I have been using a Raspberry Pi as my main computer since they released the 3 B version (about 4 years?), and it occured to me that most people buy laptops for 1000 USD (instead of go stones!), so I thought I would share this life hack with you.
Because people like to blitz-read, I will just make some bullet lists with facts and snarky opinions:
Pros:
- It is fairly cheap. A Raspberry Pi 4 with 8 GB RAM, which is the fastest variant, is about 100 USD.
- You run Linux or *BSD on it.
- It is expendable. When it breaks, you buy a new chip and plug it in.
- You can plug in a powered USB hub into it, and plug external harddrives into it, because you probably don’t want your gigabytes of data on the SD card. (I have been doing this for years, yes there is some latency because it’s USB, but the bottleneck is usually not your USB transfer speed.)

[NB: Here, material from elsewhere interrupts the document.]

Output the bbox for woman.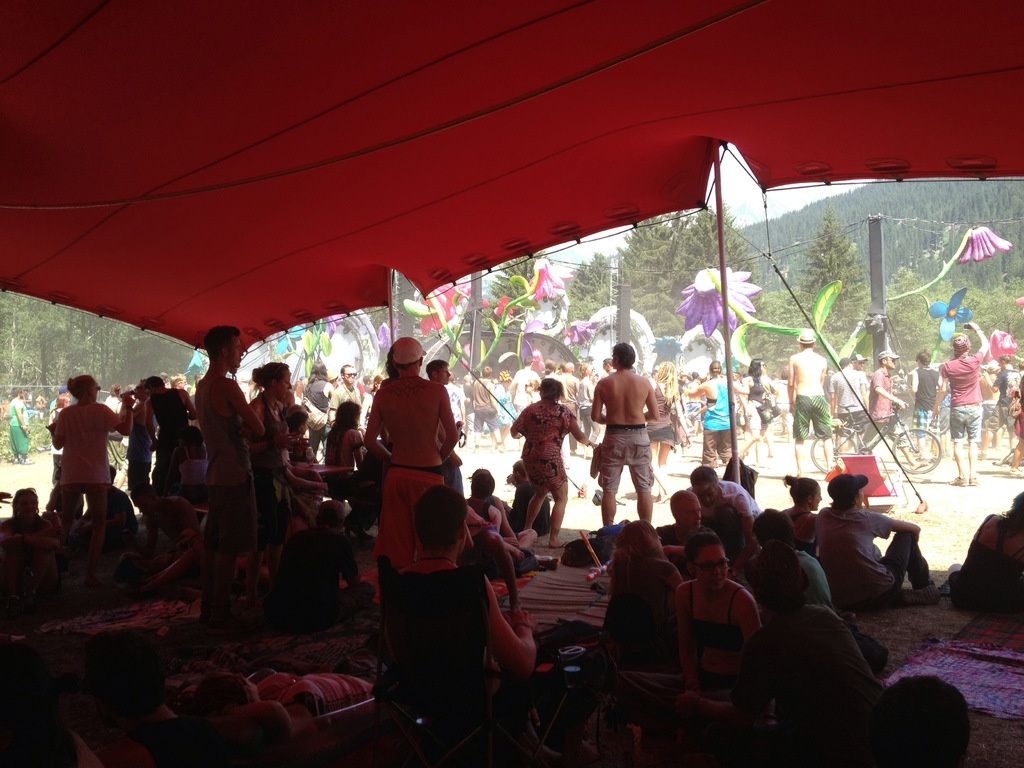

- Pretty much anything with USB works, but some things will draw too much power, requiring a powered USB hub.
- You can even install things like the PostgreSQL server on it and use the SD card as your RDBMS storage. (There is, of course, no reason why this wouldn’t work, but I am still a little surprised that it works so well.)
- Try the FLIRC case, which is a huge heatsink connected to the CPU for passive cooling (it even cools the RPI 4 at constant maximum load).
- It is much easier to set up than you think. In most cases you just write an aarch64 image to an SD card, insert it and power it on.
- My first Raspberry isn’t even broken yet, despite being used daily for many years. I thought it would break fast so I got 2 identical chips, but I haven’t had to replace it yet and the spare chip is just gathering dust.
Cons:
- It is actually a lie that you only need the chip. You also need a screen (HDMI or micro-HDMI; you can use a converter if you have a VGA screen), a keyboard, a mouse, speakers, a microphone, and a case. The screen is the most expensive component.
- But I like that you plug everything into it, so when something breaks, you throw it away and plug in something else. It is not like a laptop which is hopeless to fix.
- It will not run extremely heavy programs. I think you can forget about it if you need to run 10 Java backends, CAD or an Android emulator. Your relatively modern laptop will be significantly faster.
- But you can run most things. In my opinion most people will be happy as long as they have a web browser. You can certainly get into Facebook or whatever anti-social media you are into.
- Some operating systems do not fully support the Pi, such as OpenBSD. If I remember correctly, OpenBSD supports the Beaglebone, but I never bothered with it because of the UFS/ext4 mismatch.
- I am not sure that all hardware will actually work, but my hardware happens to work.
- When I say “easy”, I might be lying a little bit, because I have been programming in a dozen different languages since childhood. Still, I think you can do it if you can use a search engine and follow instructions.
- If you want full disk encryption on your SD card, then it’s not easy anymore. Even I think it’s a pain in the ass to set up.
- When I say “relatively fast”, I might also be lying, because it’s not slow when I only run a terminal in the TWM window manager and a web browser.
It doesn’t have to be a RPI. It can also be an Arduino, Beaglebone or one the things made by Pine64 (the guys who make the open source PinePhone). You can probably find some faster board, too.
So there’s your next computer. Give Bill Gates the finger and try it out.